Overall, 7.42 percent of the patients developed surgical site infections, including 14.11 percent of those who had colorectal surgery, 10.32 percent who had vascular surgery and 4.36 percent of those who had other general surgery.
Among general surgery patients, factors associated with surgical site infection included age, emergency status, physical status as classified by the American Society of Anesthesiologists, time in surgery, diabetes and high postoperative blood glucose (hyperglycemia). However, after adjusting for postoperative blood glucose level, all other factors were not significant predictors of infection. A subanalysis of colorectal surgery patients found that a postoperative serum glucose level higher than 140 milligrams per deciliter was the only significant predictor of surgical site infection.
Among vascular surgery patients, operative time and diabetes were the only significant predictors of surgical site infection, which was not associated with postoperative hyperglycemia.
Hyperglycemia may impair the immune system, and insulin may have anti-inflammatory and other anti-infective activities.
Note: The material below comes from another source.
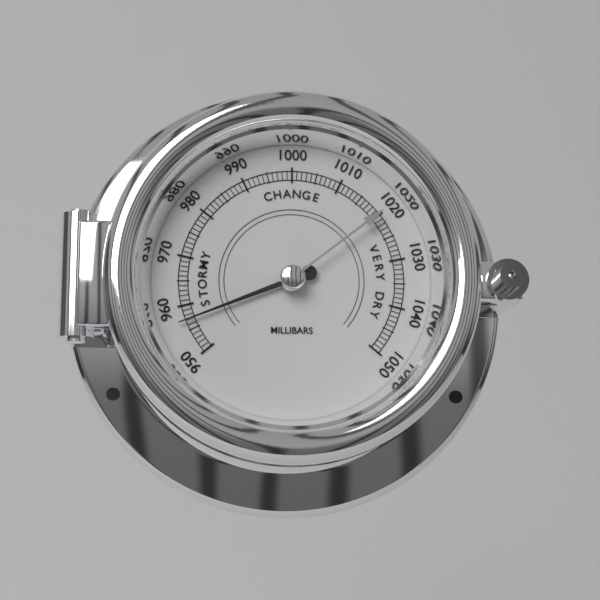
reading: 957 mbar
However, it is possible that the accumulation of other risk factors for surgical site infection cause hyperglycemia rather than vice versa; hence, further study is needed, the authors note.
"In conclusion, we found postoperative hyperglycemia to be the most important risk factor for surgical site infection in general and colorectal cancer surgery patients, and serum glucose levels higher than 110 milligrams per deciliter were associated with increasingly higher rates of post-surgical infection," they continue. "If hyperglycemia is confirmed in future prospective studies with better postoperative glucose data to be an independent risk factor for postsurgical infection in general surgery patients, this would give surgeons a modifiable variable to reduce the incidence of postoperative infection."
INFORMATION:
(Arch Surg. 2010;145[9]:858-864. Available pre-embargo to the media at www.jamamedia.org.)
Editor's Note: Please see the article for additional information, including other authors, author contributions and affiliations, financial disclosures, funding and support, etc.